Give the gift of sight

Bill remembers feeling fear. Awarded the Medal of the Order of Australia in 2019 for his service to wildlife conservation, he was losing his sight due to a condition that caused corneal swelling, and everything he lived for was slipping away.

He struggled giving talks in schools as the Western Australian coordinator of the famous primatologist Dr Jane Goodall’s ‘Roots and Shoots’ program. He couldn’t see the smart board. He couldn’t drive.

“I couldn’t do the things I loved and that frightened me more than anything,” says Bill. “The little things we all take for granted became major obstacles. When I went to a restaurant, I couldn’t read the menu. I couldn’t read the morning newspaper, or the labels at the shops.”

Now Bill has been given the gift of sight through the Lions Eye Bank. The Lions Eye Bank is Western Australia’s only provider of donated eye tissue for transplantation.

In state-of-the-art surgery, Bill received corneal transplants in both his eyes by Lions Eye Institute’s ophthalmologist Associate Professor Steven Wiffen – the right eye in 2018 and the left last year. Unfortunately the vision in his right eye failed again requiring a third transplant this April.

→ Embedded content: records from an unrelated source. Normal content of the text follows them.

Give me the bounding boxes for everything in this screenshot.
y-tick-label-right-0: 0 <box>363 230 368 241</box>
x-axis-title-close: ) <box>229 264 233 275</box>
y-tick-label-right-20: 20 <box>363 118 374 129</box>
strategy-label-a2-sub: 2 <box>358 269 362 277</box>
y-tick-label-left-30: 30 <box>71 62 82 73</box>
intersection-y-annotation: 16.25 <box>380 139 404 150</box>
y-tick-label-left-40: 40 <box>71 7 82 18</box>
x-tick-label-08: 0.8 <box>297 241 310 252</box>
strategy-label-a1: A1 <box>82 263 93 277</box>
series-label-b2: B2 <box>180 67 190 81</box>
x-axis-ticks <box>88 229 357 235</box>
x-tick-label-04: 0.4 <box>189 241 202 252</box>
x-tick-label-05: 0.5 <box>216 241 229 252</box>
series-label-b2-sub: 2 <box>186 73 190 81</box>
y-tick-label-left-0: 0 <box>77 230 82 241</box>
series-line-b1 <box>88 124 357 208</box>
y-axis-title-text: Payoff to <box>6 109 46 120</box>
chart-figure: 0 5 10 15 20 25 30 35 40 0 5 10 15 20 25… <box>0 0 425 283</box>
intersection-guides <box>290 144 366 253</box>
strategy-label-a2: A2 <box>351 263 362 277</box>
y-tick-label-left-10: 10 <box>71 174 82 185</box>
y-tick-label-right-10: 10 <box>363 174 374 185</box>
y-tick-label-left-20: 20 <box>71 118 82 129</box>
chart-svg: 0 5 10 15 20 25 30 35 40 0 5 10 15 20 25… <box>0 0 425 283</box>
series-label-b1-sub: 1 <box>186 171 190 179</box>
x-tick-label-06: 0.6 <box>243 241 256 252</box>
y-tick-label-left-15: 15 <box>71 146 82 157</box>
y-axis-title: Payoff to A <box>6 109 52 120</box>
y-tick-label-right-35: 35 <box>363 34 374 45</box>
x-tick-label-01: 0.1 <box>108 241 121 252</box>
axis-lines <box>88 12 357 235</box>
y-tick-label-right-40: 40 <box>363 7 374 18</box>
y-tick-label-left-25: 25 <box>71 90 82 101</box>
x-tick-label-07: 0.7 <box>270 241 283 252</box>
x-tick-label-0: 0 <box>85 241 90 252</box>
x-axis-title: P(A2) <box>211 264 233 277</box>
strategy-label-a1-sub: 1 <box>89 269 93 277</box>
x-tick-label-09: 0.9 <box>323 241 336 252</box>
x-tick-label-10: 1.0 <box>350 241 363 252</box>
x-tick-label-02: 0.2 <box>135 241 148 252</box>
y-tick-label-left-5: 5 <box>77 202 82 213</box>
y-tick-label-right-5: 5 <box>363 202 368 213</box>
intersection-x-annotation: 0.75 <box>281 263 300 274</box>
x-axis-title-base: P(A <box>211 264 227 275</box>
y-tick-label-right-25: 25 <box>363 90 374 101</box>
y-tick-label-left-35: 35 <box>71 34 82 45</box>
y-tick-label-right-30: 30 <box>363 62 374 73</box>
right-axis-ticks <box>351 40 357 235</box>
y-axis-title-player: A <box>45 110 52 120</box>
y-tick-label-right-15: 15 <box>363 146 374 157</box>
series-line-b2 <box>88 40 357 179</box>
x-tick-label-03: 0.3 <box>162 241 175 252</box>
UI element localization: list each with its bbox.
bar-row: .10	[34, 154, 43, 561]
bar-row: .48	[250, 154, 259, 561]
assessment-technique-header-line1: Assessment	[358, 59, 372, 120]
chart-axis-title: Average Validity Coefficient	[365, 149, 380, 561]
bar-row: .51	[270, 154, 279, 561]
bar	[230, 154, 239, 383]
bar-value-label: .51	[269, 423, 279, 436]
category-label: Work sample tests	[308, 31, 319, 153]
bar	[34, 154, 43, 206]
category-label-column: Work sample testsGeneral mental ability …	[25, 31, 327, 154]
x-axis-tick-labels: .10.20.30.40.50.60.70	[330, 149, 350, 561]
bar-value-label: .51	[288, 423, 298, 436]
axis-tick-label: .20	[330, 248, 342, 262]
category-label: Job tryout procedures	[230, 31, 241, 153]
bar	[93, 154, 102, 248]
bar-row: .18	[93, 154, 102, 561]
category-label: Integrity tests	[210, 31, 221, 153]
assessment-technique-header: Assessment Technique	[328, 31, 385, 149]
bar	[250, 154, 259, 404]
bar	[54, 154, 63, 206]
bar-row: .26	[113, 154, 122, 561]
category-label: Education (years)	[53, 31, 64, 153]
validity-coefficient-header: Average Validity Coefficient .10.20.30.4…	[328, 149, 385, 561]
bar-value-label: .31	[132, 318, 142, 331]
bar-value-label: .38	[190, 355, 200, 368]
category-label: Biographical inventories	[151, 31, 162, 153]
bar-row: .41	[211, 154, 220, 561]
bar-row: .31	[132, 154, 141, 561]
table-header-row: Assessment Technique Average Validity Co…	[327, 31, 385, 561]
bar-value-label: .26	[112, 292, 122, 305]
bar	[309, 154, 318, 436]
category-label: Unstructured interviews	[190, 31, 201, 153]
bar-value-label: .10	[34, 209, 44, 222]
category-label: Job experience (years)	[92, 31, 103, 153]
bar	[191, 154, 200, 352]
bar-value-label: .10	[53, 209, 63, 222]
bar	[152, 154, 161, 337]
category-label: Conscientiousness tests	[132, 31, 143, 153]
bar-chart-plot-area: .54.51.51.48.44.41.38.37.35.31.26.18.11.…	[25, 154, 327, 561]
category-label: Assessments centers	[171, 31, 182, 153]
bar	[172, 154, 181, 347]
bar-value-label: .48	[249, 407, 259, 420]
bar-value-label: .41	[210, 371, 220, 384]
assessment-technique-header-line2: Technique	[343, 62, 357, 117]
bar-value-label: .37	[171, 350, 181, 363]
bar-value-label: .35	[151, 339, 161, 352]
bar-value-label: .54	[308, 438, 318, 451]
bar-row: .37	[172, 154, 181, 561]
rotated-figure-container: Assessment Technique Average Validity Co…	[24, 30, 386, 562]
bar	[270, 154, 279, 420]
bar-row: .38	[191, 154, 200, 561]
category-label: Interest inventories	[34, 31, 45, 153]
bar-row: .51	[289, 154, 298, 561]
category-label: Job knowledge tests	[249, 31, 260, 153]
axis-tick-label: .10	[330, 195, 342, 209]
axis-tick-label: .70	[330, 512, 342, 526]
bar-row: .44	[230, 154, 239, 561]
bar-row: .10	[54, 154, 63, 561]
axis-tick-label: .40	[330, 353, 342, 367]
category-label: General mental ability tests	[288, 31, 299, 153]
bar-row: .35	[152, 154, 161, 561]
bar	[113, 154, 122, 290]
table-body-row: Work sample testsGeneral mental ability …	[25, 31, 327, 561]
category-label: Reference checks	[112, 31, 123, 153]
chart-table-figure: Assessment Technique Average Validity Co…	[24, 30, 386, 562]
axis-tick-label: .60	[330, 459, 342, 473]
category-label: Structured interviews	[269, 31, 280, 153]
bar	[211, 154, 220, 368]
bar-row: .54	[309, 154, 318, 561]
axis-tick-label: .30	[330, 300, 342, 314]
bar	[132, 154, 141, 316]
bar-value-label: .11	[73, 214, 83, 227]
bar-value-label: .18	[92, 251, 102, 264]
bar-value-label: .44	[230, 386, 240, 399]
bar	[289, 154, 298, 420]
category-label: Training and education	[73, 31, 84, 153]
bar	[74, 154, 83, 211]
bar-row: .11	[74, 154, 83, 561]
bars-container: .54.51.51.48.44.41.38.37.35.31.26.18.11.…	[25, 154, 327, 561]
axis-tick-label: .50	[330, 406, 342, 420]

“I can’t explain how grateful I feel,” says Bill. “If I couldn’t have the transplants, my life would have been hell. I’ve heard the things that cause the most trauma are losing your sight and losing your driver’s licence. I was facing both. And now I’m not.”

Bill is also acutely aware of where the precious gift he received came from. He wrote his donor’s family a thank you letter through the Lions Eye Bank and was very moved when they sent him a beautiful reply.

“They said the donor was a person who loved the environment and animals and would be ecstatic to know I got their eyes. And that just blew me out of the water.”

In its 35 years the Lions Eye Bank has helped save the sight of over 5,200 Australians like Bill. Corneal transplants are changing lives, but the reality is they can potentially fail. 

Dr Jelena Kezic

Dr Jelena Kezic is a Transplant Coordinator and researcher at the Lions Eye Bank. She is exploring ways to help patients avoid recurrent surgeries. “What we are trying to do is improve the longevity of the graft, so how long the corneal graft lasts in the patient,” she says.

There are two strands to Dr Kezic’s research. Dr Kezic is looking at the process of corneal grafting – during preparation and surgical transplantation stages – and the difference it will make by preserving corneal endothelial cells that help hydrate the eye and restore sight.

Dr Kezic will also test the use of eye drops containing a Rho-kinase inhibitor drug, shown to promote wound healing. The drug may also increase the numbers of corneal endothelial cells which are needed for clear sight, but can be lost or damaged during corneal transplantations.

Your support can help us continue funding research that can improve the treatments available to people like Bill experiencing vision loss and blindness across Western Australia.